[INSTRUCTIONS TO FOLLOW]
The whole listing, apart from its images, should be restated word for word.

[TASK MATERIAL]
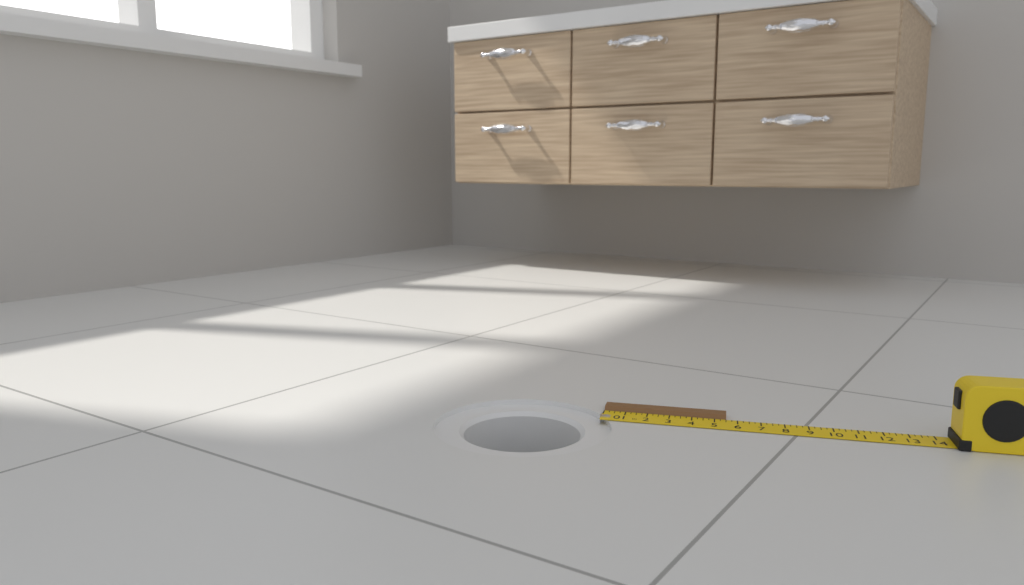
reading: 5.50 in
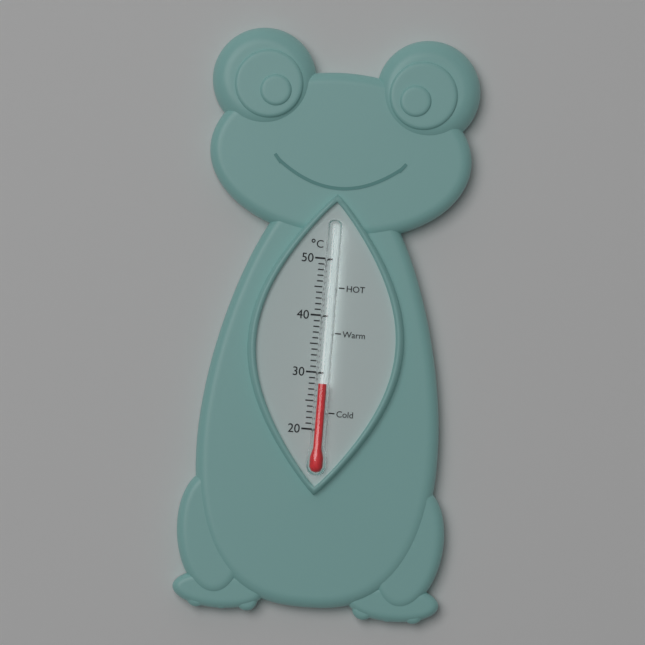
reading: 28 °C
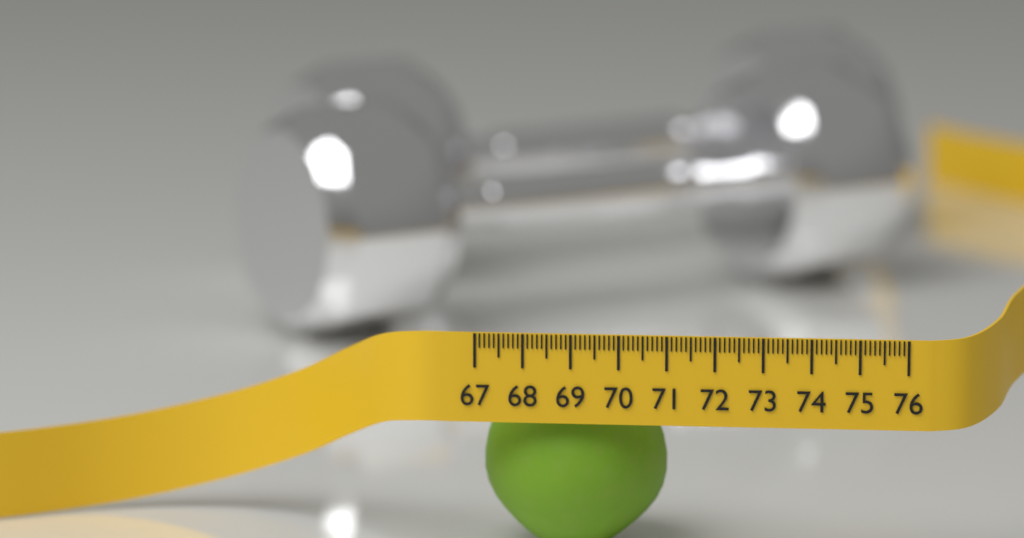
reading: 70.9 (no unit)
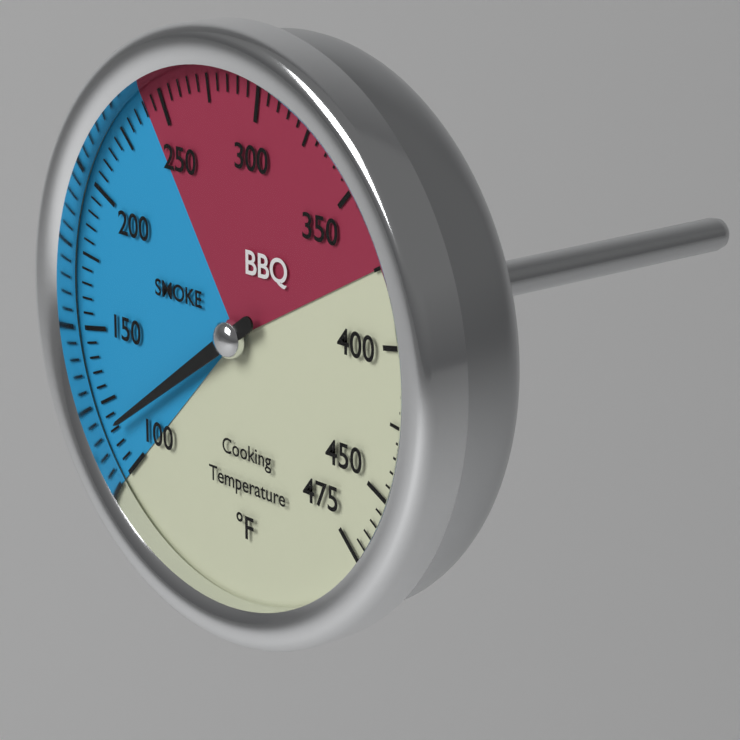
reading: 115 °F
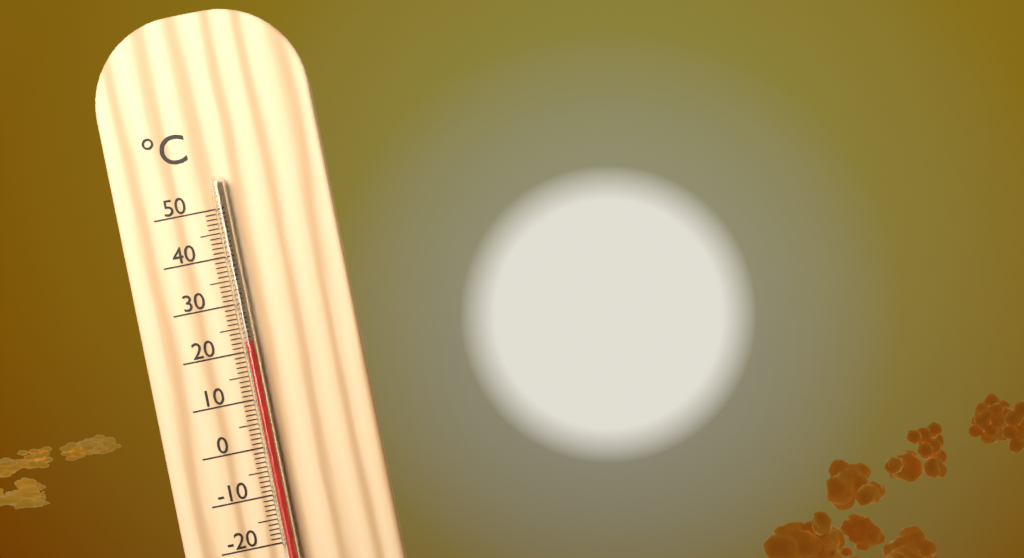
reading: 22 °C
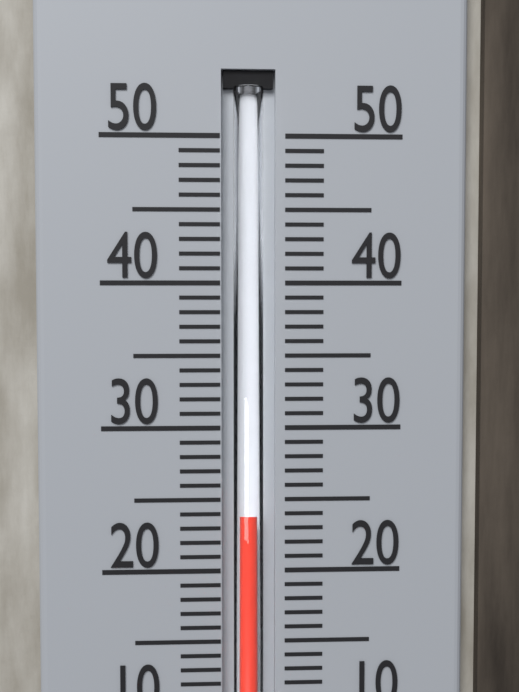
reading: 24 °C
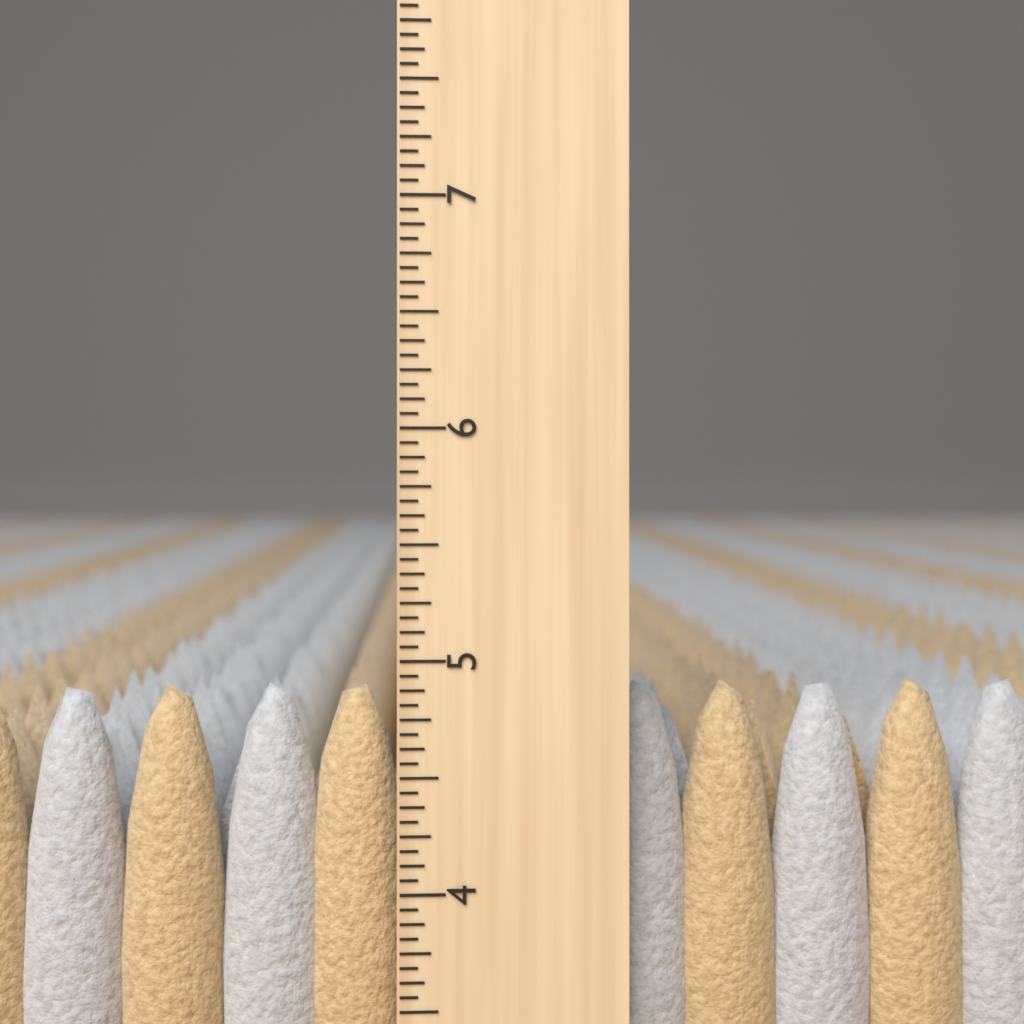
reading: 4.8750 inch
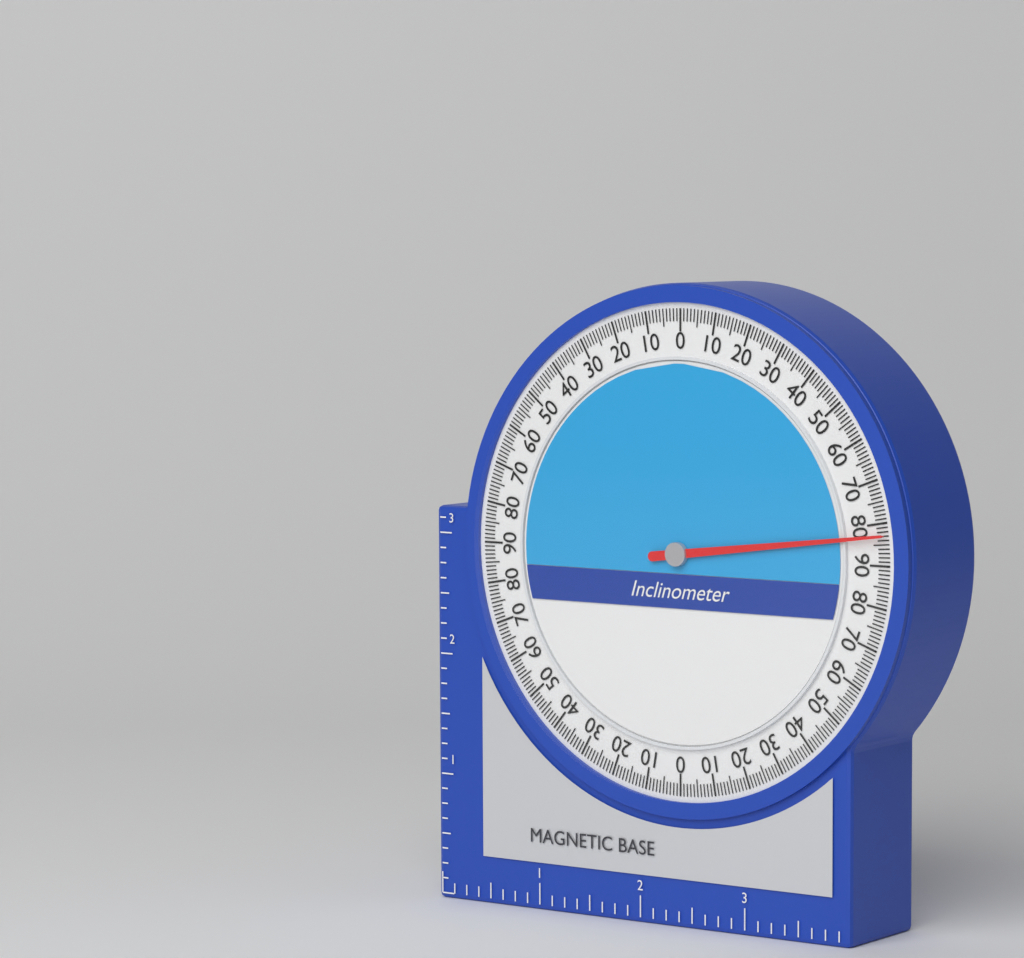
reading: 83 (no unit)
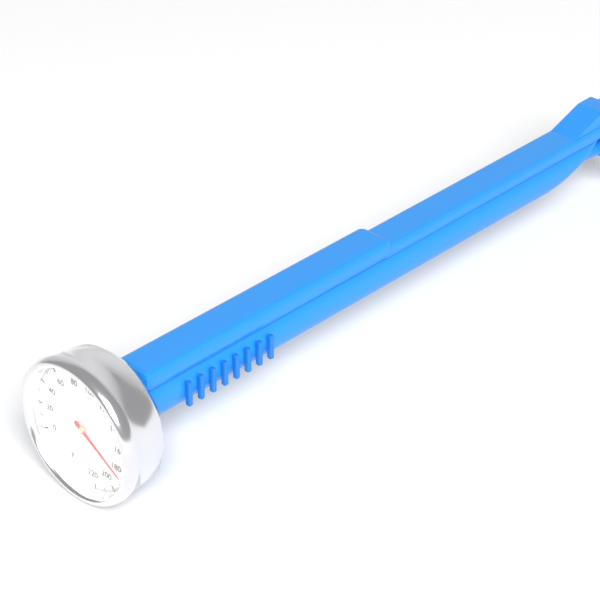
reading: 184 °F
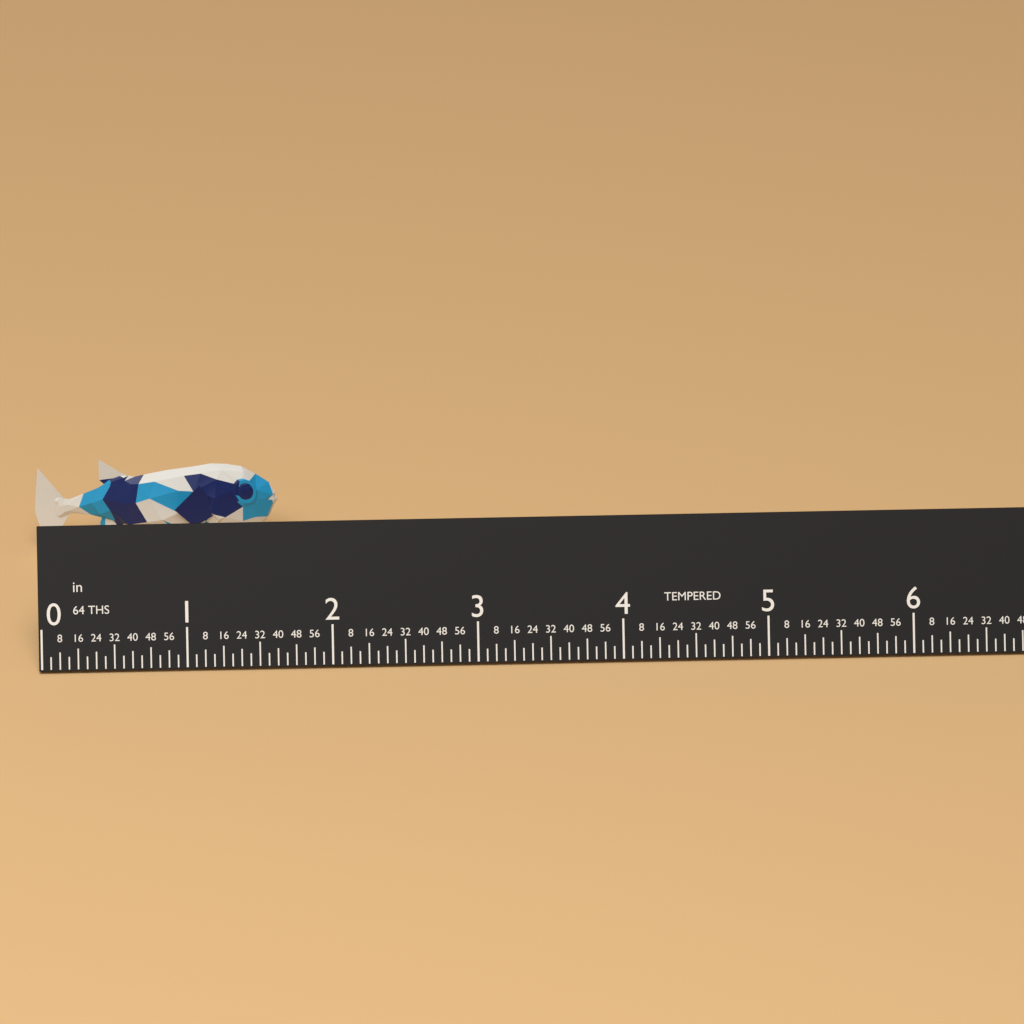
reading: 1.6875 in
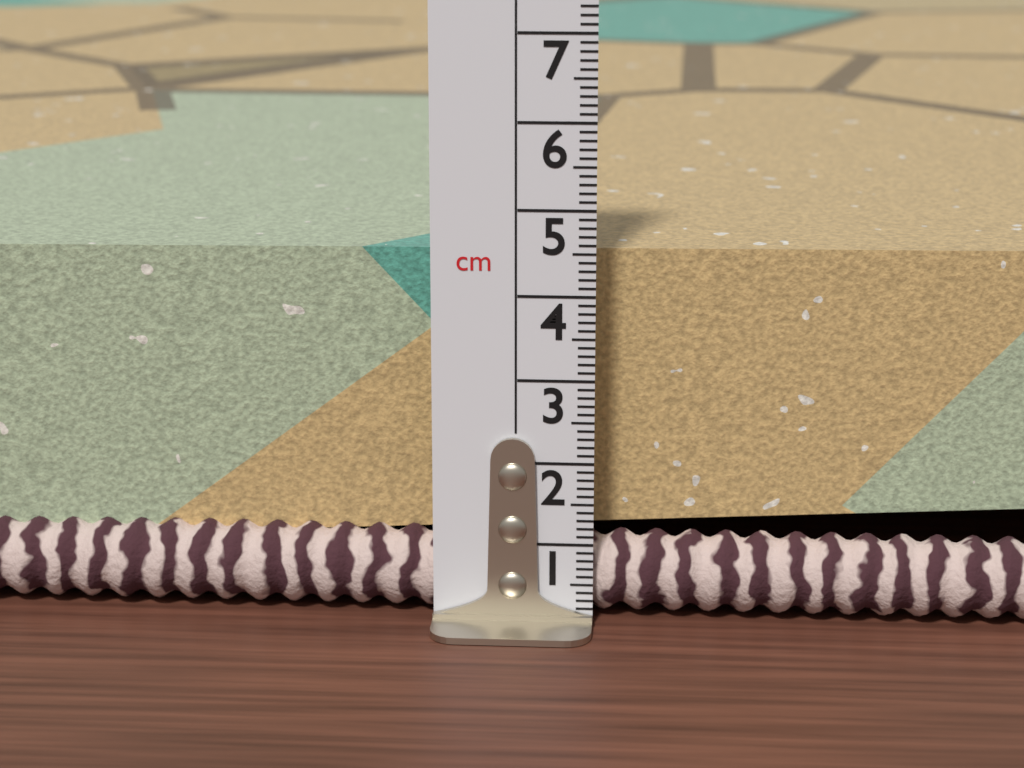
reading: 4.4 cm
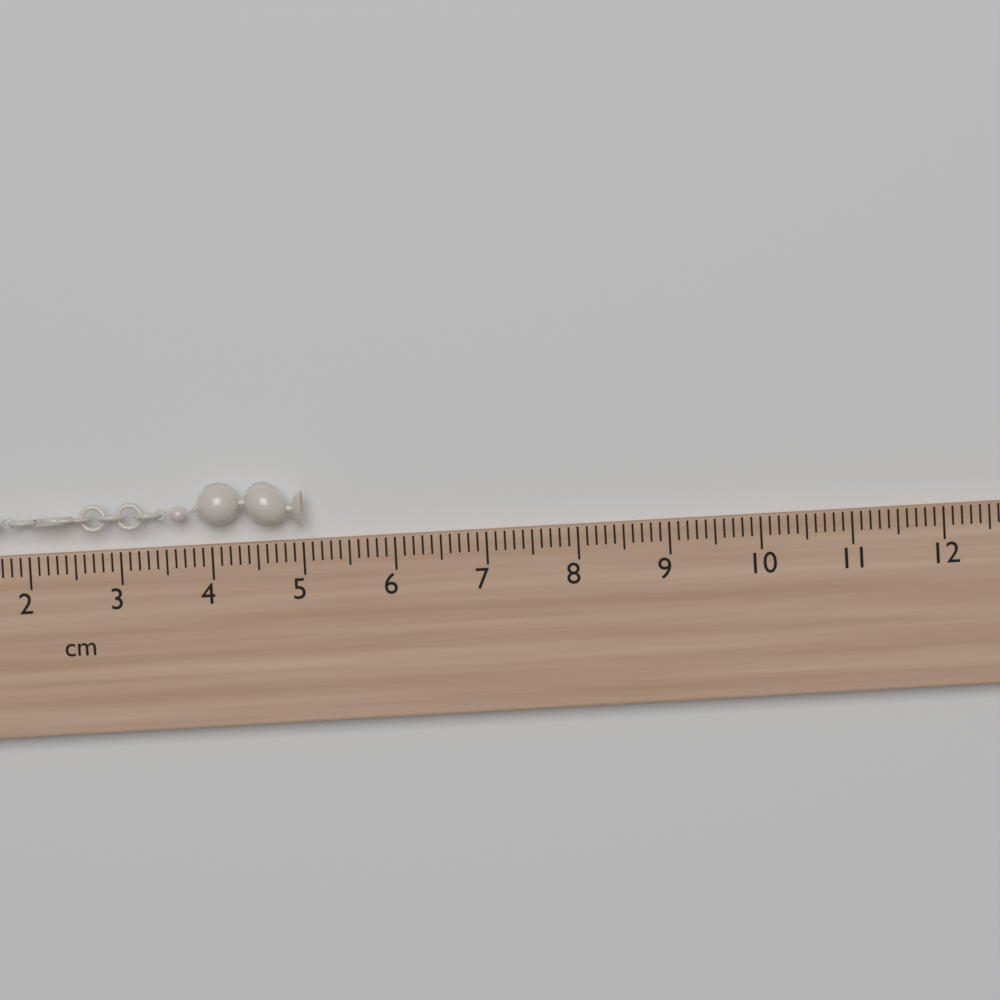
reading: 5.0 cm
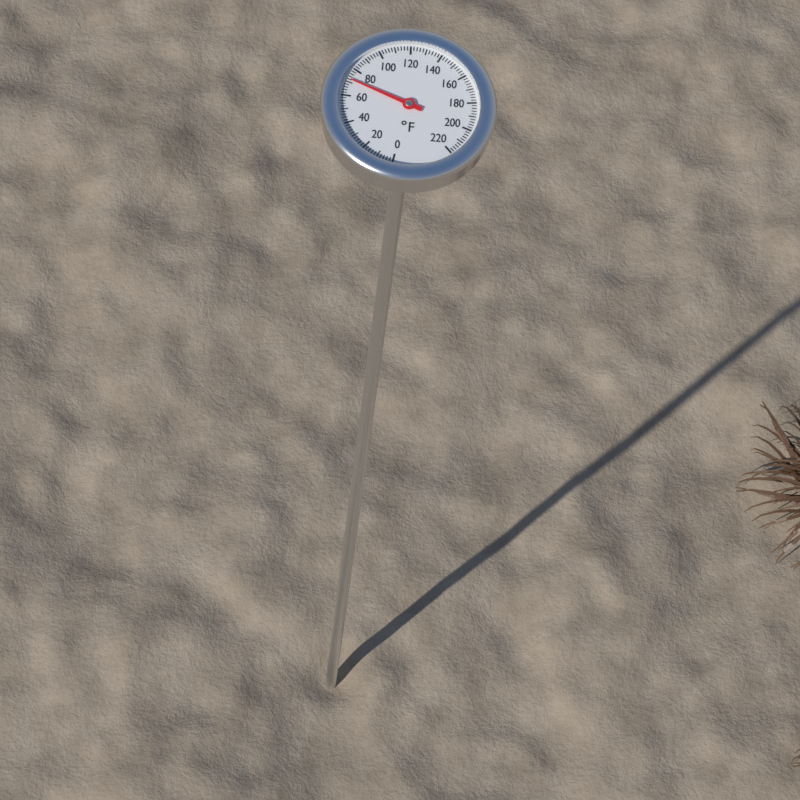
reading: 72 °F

[RESPONSE]
reading: 5.50 in
reading: 28 °C
reading: 70.9 (no unit)
reading: 115 °F
reading: 22 °C
reading: 24 °C
reading: 4.8750 inch
reading: 83 (no unit)
reading: 184 °F
reading: 1.6875 in
reading: 4.4 cm
reading: 5.0 cm
reading: 72 °F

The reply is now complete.